(HealthDay News) – Primary care physicians’ clinical suspicion of an alcohol problem has high specificity, but poor sensitivity, according to research published in the January/February issue of the Annals of Family Medicine.
To evaluate the sensitivity, specificity, and predictive values of clinician suspicion compared with screening-detected alcohol problems in patients, Daniel C. Vinson, MD, MSPH, of the University of Missouri in Columbia, and colleagues conducted a cross-sectional study involving 1,669 patients visiting 94 primary care clinicians’ offices.
The researchers found that, using a validated screening instrument, 10.1% of patients (171) screened positive for hazardous drinking and 3.8% (64) were positive for harmful drinking. Based on clinical suspicion, 81 patients were identified as having alcohol problems (hazardous drinking, 37; harmful drinking, 40; both, four). The sensitivity and specificity of clinical suspicion of hazardous or harmful drinking were 27% and 98%, respectively. The positive predictive value was 62% and the negative predictive value was 92%.
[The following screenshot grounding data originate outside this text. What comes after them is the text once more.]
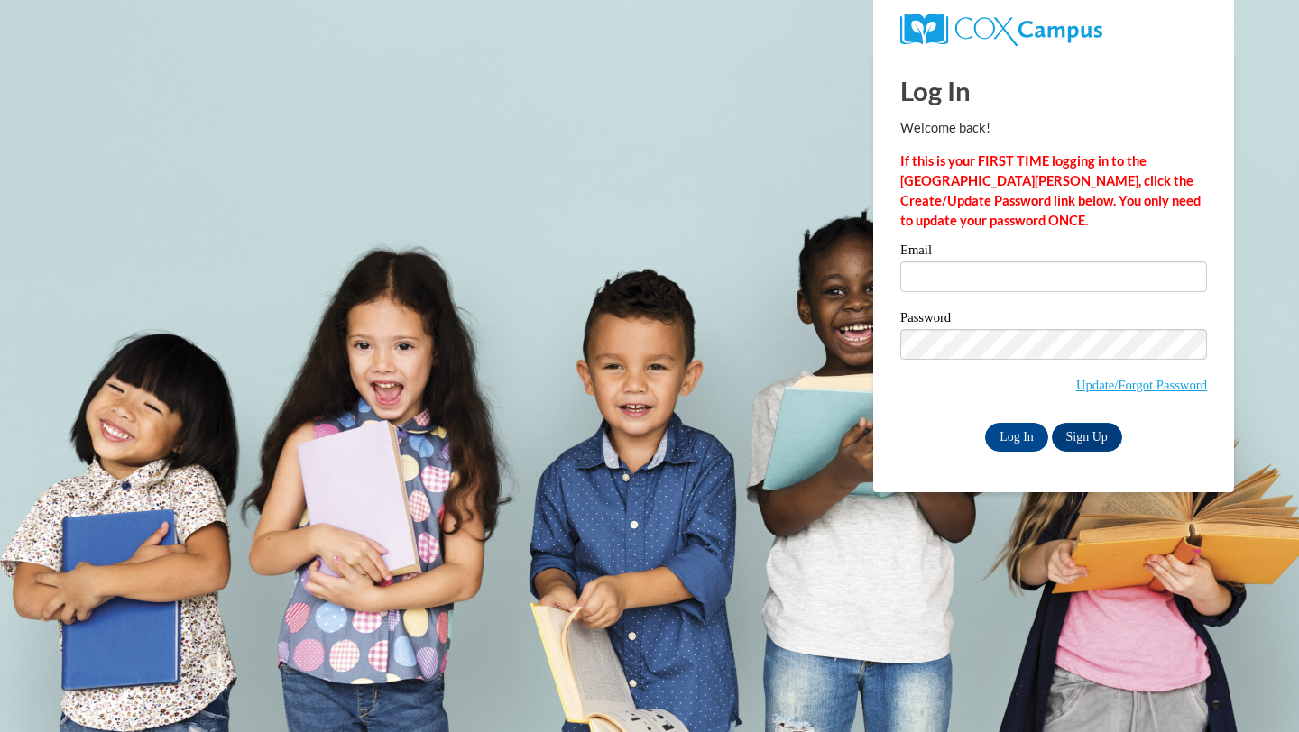 The width and height of the screenshot is (1299, 732). Describe the element at coordinates (1016, 437) in the screenshot. I see `input: Log In` at that location.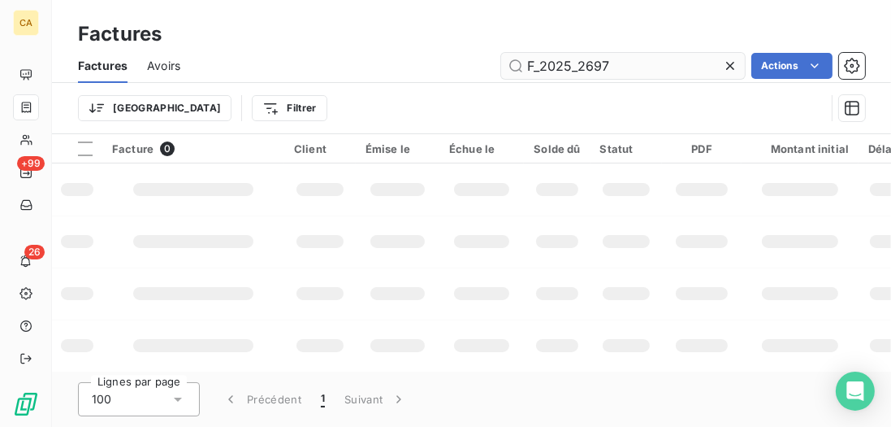 This screenshot has height=427, width=891. I want to click on span: 26, so click(34, 252).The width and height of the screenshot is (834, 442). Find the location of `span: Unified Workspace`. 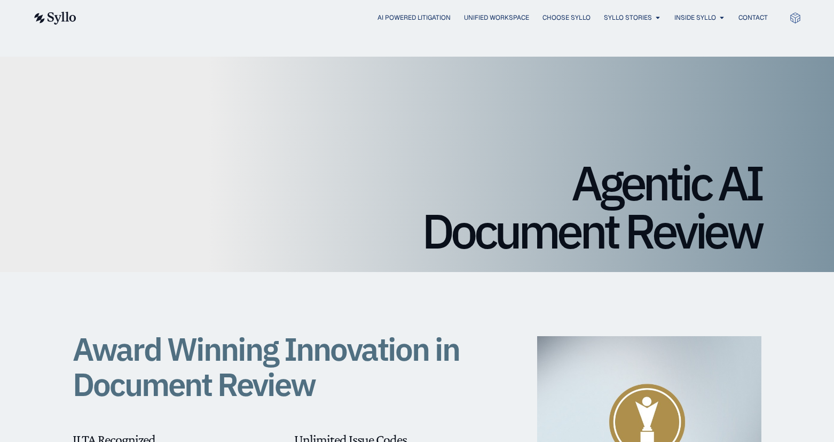

span: Unified Workspace is located at coordinates (497, 18).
“Our study affirms that systems need to be in place, possibly through team-based care, to screen systematically for alcohol problems with a validated question or series of questions and to address this health threat using evidence-based approaches,” the authors write. “This process can improve patient health and perhaps save some of the $223 billion economic cost of alcohol in the United States (in 2006).”